On September 15, 2025, the Dallas County Precinct Chairs voted to require precinct-based voting for the 2026 Republican Primary Election Day and any subsequent runoff, rather than the county-wide approach.
Initially, Allen West, the Dallas County GOP Chair (at the time) followed his instructions, and faithfully formed a written contract with the Dallas County elections administrator, Paul Adams, on December 31, 2025. But then West decided to amend that contract without any authority and go to county-wide voting. Chair Allen West and Dallas County Elections Administrator Paul Adams then signed a First Amendment to the initial contract which changed the upcoming runoff election from precinct voting to countywide voting.
Despite multiple notices to Adams that West did not have authority to make that change, Adams publicly confirmed his intent to proceed under that unauthorized amendment on April 7, 2026, and was going to conduct the election using the county-wide system that has been famously flawed.
A number of precinct chairs, led by Barry Wernick, assisted by Stan Woodward and Beth Biesel, and further supported by more than a dozen other chairs who provided declarations, engaged Norred Law to file a petition for writ of mandamus to force Paul Adams to conduct the elections consistent with the original contract, so voters would vote in their precinct on Election Day.
In Texas, a writ of mandamus is a legal command by a Court of Appeals or the state's Supreme Court that tells a government official to do his job. The petition was filed on behalf of Wernick against Paul Adams and Susan Cumby. Cumby is included only because Allen West resigned from his position once he realized that the party wasn't putting up with his shenanigans, making Cumby the responsible person to receive instructions from the Court of Appeals.
We filed the petition on Friday, April 17th. We expect the application to be accepted (when it is file-stamped and gets a case number) on Monday, and the Court of Appeals may act immediately and request a response by the end of the week, or the court could sit on the issue until too late. It's always hard to predict what a Court of Appeals will do.
Cheers!
Warren
This post will be amended to add the petition after it is accepted.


#### WHAT YOU HAVE TO DO
Restate word for word, and only, the lines that extend from the line containing "is (368, 742)." through the end of the records below.

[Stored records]
# # #
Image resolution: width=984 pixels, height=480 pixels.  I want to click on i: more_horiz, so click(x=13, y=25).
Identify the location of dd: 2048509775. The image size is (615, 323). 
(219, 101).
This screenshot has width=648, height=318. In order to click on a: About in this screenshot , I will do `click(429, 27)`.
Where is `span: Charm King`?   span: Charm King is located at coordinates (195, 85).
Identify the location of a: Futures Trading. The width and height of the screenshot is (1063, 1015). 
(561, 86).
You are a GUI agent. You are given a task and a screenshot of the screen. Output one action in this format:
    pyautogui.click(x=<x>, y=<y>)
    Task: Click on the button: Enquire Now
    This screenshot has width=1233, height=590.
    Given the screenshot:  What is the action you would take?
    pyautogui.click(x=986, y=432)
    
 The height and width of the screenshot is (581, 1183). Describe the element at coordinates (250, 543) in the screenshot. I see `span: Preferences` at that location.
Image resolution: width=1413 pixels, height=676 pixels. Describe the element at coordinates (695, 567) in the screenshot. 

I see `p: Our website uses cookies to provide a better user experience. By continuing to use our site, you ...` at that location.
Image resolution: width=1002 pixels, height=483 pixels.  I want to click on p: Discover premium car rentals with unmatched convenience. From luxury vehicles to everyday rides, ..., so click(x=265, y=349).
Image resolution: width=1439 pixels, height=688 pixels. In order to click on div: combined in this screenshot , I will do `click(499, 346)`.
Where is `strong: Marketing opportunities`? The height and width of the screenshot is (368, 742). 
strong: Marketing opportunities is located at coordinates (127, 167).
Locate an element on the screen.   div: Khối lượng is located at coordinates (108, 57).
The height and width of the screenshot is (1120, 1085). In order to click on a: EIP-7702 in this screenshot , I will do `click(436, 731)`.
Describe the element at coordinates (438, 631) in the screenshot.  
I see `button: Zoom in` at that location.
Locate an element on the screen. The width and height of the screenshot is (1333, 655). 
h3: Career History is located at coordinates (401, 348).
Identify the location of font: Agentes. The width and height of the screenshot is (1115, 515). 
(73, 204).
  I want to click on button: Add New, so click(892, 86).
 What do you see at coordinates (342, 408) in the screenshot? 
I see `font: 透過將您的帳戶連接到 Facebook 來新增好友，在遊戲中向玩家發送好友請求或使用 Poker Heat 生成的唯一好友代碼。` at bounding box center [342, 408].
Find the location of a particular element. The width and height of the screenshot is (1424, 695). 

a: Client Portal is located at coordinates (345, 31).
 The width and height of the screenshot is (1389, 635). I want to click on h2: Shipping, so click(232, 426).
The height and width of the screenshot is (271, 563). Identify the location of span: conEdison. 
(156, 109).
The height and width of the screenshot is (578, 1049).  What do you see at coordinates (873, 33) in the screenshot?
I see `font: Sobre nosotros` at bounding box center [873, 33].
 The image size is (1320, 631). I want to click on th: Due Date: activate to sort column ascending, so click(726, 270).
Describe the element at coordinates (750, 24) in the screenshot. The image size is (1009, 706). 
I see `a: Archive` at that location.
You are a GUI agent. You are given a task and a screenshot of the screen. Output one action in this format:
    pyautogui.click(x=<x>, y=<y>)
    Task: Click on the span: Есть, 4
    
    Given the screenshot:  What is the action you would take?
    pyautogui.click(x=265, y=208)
# # #
#### ANSWER AREA
Where is `strong: Marketing opportunities`? The height and width of the screenshot is (368, 742). 
strong: Marketing opportunities is located at coordinates (127, 167).
Locate an element on the screen.   div: Khối lượng is located at coordinates (108, 57).
The height and width of the screenshot is (1120, 1085). In order to click on a: EIP-7702 in this screenshot , I will do `click(436, 731)`.
Describe the element at coordinates (438, 631) in the screenshot.  
I see `button: Zoom in` at that location.
Locate an element on the screen. The width and height of the screenshot is (1333, 655). 
h3: Career History is located at coordinates (401, 348).
Identify the location of font: Agentes. The width and height of the screenshot is (1115, 515). 
(73, 204).
  I want to click on button: Add New, so click(892, 86).
 What do you see at coordinates (342, 408) in the screenshot? 
I see `font: 透過將您的帳戶連接到 Facebook 來新增好友，在遊戲中向玩家發送好友請求或使用 Poker Heat 生成的唯一好友代碼。` at bounding box center [342, 408].
Find the location of a particular element. The width and height of the screenshot is (1424, 695). 

a: Client Portal is located at coordinates (345, 31).
 The width and height of the screenshot is (1389, 635). I want to click on h2: Shipping, so click(232, 426).
The height and width of the screenshot is (271, 563). Identify the location of span: conEdison. 
(156, 109).
The height and width of the screenshot is (578, 1049).  What do you see at coordinates (873, 33) in the screenshot?
I see `font: Sobre nosotros` at bounding box center [873, 33].
 The image size is (1320, 631). I want to click on th: Due Date: activate to sort column ascending, so click(726, 270).
Describe the element at coordinates (750, 24) in the screenshot. The image size is (1009, 706). 
I see `a: Archive` at that location.
You are a GUI agent. You are given a task and a screenshot of the screen. Output one action in this format:
    pyautogui.click(x=<x>, y=<y>)
    Task: Click on the span: Есть, 4
    
    Given the screenshot:  What is the action you would take?
    pyautogui.click(x=265, y=208)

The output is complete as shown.